Military Microarrays
Without a doubt, the Bioinformatics Cell’s primary research focus is in microarray analysis. Reifman estimated that around 30 research groups across the MRMC’s six labs currently rely on DNA microarray experiments for a broad range of studies. In military infectious diseases, for example, researchers are using microarrays to study differentially expressed genes in patients infected with malaria or dengue fever to learn more about the timelines of the diseases. In combat casualty care, researchers are focusing on hemorrhage control — the leading cause of casualties in the battlefield — by studying genes that are differentially regulated in bleeding in rats. In military operational medicine, researchers are studying the response of soldiers to extreme environmental conditions by exposing cell lines to extreme temperatures and then performing microarray analysis to determine which genes are associated with heat and cold shock.
Reifman said that PIs at the research labs often opt for off-the-shelf gene expression analysis software to analyze their results, but there are many cases where the available software is inadequate and the Bioinformatics Cell needs to modify existing tools or develop something new. One challenge, Reifman said, is the MRMC’s reliance on animal models for much of its research. “[We can’t] expose somebody to extreme environmental conditions, or to a pathogen, or bleed someone to death to collect data, so we rely very heavily on animal models. We’re not like the NCI that can line up 500 patients and start collecting data from the human model that they’re actually trying to cure…We have to come up with ways in which we can map data from animals to humans,” he said.

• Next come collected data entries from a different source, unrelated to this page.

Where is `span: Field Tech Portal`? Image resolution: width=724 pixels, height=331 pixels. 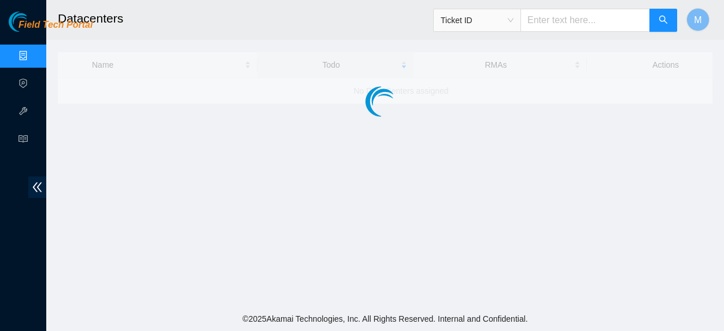 span: Field Tech Portal is located at coordinates (56, 25).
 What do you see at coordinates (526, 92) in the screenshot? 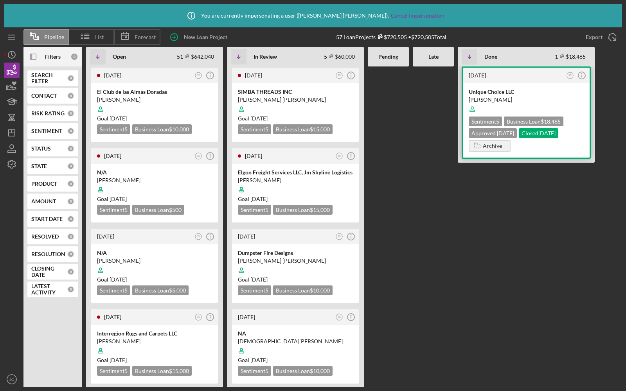
I see `div: Unique Choice LLC` at bounding box center [526, 92].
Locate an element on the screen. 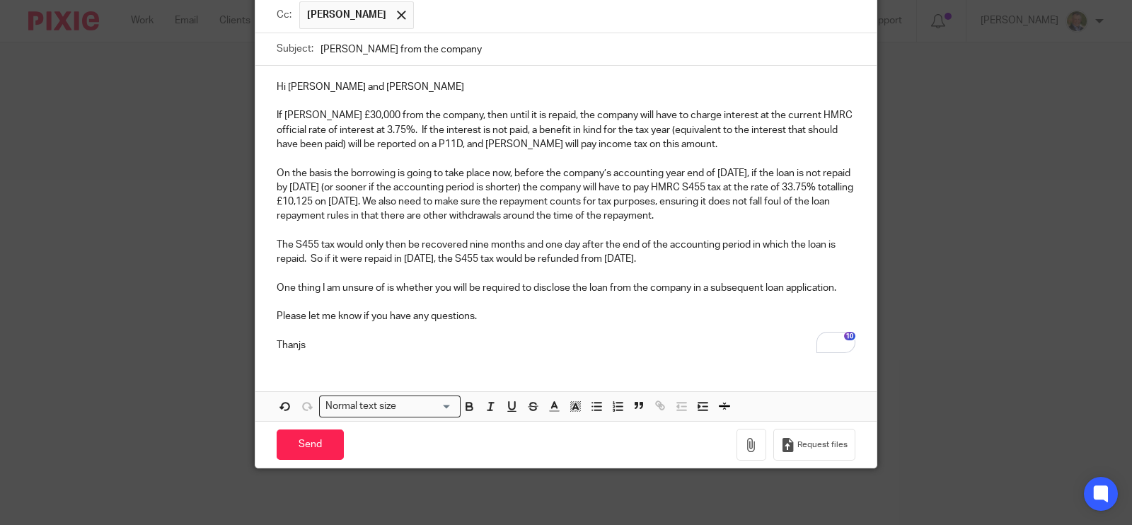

As a first step, the Bioinformatics Cell has extended some available gene expression analysis tools, such as Wayne University’s Onto-Express, to work on the animal models it uses. In other cases, researchers are making do with what is available. “There’s a lab here that infects non-human primates with pathogens. Then they do DNA microarray analysis, but there’s no DNA microarray chip for non-human primates, so they use the human chip. That raises the question of what difference would it make if we had the genes there from the monkeys,” Reifman said.
The Bioinformatics Cell, however, doesn’t concentrate solely on microarray analysis. For example, Reifman said he is collaborating with Nela Zavaljevski and Fred Stevens of Argonne National Lab to develop a machine-learning algorithm to identify the key amino acids that characterize protein function.
The group also hosts training workshops and courses in bioinformatics methods for MRMC researchers, and in November, it will play host to an even broader audience. when it hosts the first US Army Workshop in Bioinformatics — an invitation-only three-day workshop for around 150 participants drawn mainly from military and government research labs.
Launched with an undisclosed amount of “seed money” from the MRMC budget, the Bioinformatics Cell will seek future funding in joint proposals with MRMC PIs, Reifman said. The group is also in the process of putting a dedicated bioinformatics facility in place, he said, but did not provide further details.